September 29, 2008, Marketplace Opinion.
Dear fellow investors:
In this fearful market, with the largest point drop in Wall street's history-minus 777. This is no time to panic; unless of course you own stock in a company that is definitely going down the tubes. My dear investors, with your disposable income, I implore you to keep your money in the market-hell buy those shares while they're cheap.
If you can stomach through this storm (while everyone else is pulling out) and you keep your chips in; the market will normalize and rebound one day. Probably years from now, but you will get a return on your investment when the companies you vested in pull through.
Why investing in banks now are a buy, simply put they're cheap. Personally though I am only invested in a nationally known bank with diversified assets and services. Some braver souls with money to burn might buy up the AIG, Fannie Mae and Freddie Mac stocks since the government will jump through hoops to insure their survival. And after the government slaps some regulation back on greedy lending practices, and this housing crisis levels out, I'm guessing that these stocks will return to their high value. But I don't know for sure.
Best case scenario: after this next presidential election, faith in the economy will resume, people will get back to work, they will have money and want to buy houses and there are a lot of empty houses waiting for them.
But if the banking sector makes you ill I'd say spread your money around, don't just put it all on an investment bank that's teetering near the edge. You've got a few safe bets, food and medicine companies as an example. A lot of investors are paying hundreds of dollars on the share for the big technology stocks, personally I wouldn't pay more than forty dollars per share of anything, but that's just me. . .a casual long term investor.
Have some faith in this time of woe, that's what investing is, that's the risk you take. I don't know if it's the government's job to bail out the private sector in anything. But if they don't do it, we most likely are looking a long dark cold winter.
Fellow investors please realize that corporations, not just in the banking sector, but all businesses rely on your capital to make the ends meet. Companies do owe to their investors to run a tight ship, make money and help boost your stock and feed your dividends.
But now in this worried time, if everyone pulls out of the market, not only are you losing money that you initially invested in by selling stock for less than what you paid for it. You my dear investors are hurting the market and economy as a whole, thereby forcing companies to cut jobs; which hurts product quality, and sends consumers to buy more overseas goods. Help your fellow citizen. Buy, buy, buy those shares. . . to keep this big machine called America running, it is your civic duty.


_Aim of the exercise_
Take the data below and filter it for lines containing the word "interactable"; show each line found.

_Data excerpts_
===
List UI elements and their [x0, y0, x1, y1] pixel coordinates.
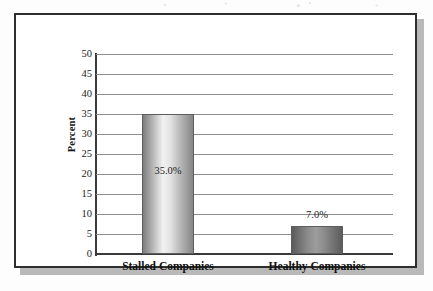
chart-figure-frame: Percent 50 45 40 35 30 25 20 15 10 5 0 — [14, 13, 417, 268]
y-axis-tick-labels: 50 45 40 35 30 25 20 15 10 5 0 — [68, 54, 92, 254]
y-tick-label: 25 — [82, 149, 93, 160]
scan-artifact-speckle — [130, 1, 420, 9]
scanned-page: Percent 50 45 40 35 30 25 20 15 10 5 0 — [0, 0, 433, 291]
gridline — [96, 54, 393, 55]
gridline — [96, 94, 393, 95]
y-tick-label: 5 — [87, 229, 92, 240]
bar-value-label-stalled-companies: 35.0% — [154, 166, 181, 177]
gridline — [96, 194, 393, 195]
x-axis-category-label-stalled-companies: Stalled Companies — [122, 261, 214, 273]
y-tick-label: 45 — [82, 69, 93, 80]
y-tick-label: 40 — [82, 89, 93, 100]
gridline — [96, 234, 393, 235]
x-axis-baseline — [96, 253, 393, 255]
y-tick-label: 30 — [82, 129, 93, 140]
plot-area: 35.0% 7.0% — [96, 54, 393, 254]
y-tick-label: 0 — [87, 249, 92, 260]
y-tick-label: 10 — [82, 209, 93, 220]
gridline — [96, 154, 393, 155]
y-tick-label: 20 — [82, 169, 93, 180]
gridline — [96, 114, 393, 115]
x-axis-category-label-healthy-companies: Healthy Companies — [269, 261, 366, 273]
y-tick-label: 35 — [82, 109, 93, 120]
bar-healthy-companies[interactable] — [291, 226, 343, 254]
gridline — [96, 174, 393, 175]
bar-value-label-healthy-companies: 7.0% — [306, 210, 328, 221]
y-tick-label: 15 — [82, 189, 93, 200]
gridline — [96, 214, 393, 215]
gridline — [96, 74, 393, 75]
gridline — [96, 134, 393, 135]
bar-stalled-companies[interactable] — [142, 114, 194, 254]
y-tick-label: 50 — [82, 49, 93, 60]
===
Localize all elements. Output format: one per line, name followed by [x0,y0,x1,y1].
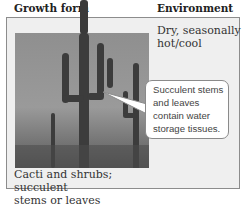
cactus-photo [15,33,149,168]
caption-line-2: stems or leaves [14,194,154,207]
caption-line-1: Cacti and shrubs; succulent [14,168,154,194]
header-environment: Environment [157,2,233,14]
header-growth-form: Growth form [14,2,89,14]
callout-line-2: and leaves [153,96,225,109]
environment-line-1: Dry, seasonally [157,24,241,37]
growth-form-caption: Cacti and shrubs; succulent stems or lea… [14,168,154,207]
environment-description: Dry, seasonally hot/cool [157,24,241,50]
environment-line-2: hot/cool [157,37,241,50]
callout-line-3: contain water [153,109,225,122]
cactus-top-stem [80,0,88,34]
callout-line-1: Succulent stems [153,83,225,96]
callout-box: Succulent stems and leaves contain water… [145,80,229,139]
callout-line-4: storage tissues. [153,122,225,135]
===
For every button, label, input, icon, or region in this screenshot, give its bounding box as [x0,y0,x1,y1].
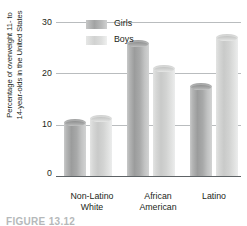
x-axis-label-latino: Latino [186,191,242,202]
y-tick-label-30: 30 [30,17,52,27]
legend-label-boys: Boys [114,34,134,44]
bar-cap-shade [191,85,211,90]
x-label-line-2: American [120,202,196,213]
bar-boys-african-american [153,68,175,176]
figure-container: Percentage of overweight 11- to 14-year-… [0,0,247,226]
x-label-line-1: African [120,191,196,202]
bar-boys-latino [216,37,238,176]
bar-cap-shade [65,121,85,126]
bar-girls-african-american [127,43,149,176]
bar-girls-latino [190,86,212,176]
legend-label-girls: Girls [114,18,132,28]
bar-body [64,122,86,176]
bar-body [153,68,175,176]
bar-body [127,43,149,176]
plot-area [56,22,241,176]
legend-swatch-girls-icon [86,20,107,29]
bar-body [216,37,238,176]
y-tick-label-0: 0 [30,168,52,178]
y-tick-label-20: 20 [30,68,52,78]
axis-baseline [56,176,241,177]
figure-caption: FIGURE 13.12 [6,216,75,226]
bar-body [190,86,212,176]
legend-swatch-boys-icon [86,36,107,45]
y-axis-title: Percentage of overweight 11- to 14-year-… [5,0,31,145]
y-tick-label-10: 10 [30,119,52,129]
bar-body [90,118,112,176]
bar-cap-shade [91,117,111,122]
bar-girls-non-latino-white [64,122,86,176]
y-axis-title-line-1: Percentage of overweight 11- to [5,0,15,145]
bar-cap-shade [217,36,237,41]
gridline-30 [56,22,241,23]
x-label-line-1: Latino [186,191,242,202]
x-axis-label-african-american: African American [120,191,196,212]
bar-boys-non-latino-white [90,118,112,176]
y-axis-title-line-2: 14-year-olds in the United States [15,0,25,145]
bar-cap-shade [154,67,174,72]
===
_Solution for this exercise_
bar-healthy-companies[interactable] — [291, 226, 343, 254]
bar-stalled-companies[interactable] — [142, 114, 194, 254]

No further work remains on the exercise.